A storm is brewing over the western Pacific Ocean equivalent to a Category 5 hurricane, and from space it looks pretty formidable.

Nasa astronaut Reid Wiseman posted a photo of it taken from the International Space Station, seeing the cyclone blanketing the Earth as far as the eye can see.

"I’ve seen many from here, but none like this," he wrote of the storm on Twitter, which is the biggest of the year.

It is in fact slowly winding down, but could still cause considerable damage when it hits Japan's southern island Okinawa over the weekend.

Zoomed in view of Super Typhoon Vongfong from the VIIRS Instrument on the Suomi NPP satellite (Picture: Nasa/NoAA)
Zoomed in view of Super Typhoon Vongfong from the VIIRS Instrument on the Suomi NPP satellite (Picture: Nasa/NoAA)

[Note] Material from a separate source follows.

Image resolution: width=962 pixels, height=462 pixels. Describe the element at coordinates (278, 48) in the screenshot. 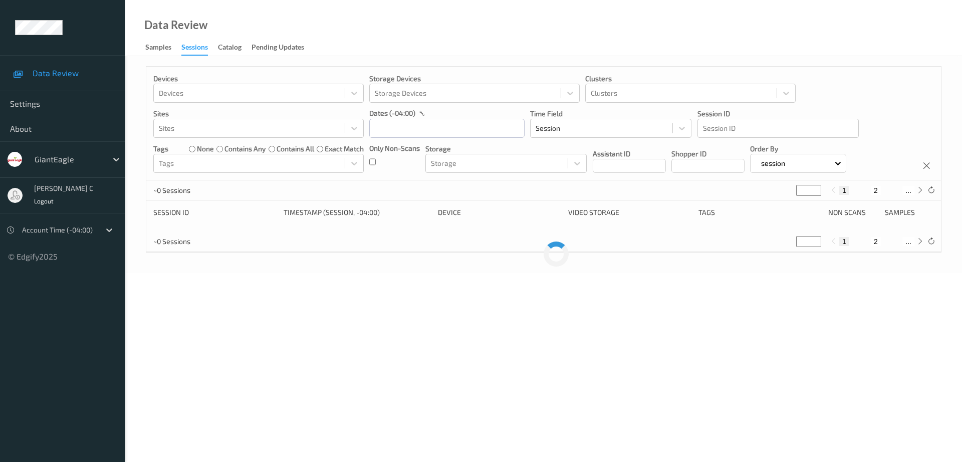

The typhoon follows in the path of Phanfone, which killed nine people earlier in the week, and is the strongest storm since Hurricane Haiyan, which devastated the Philippines last year.

"There is no question that (Vongfong) is an extremely large, extremely powerful typhoon," Japan's Meteorological Agency told Reuters.

"It's the strongest storm we've had this year, definitely, although it has lost some strength from its peak."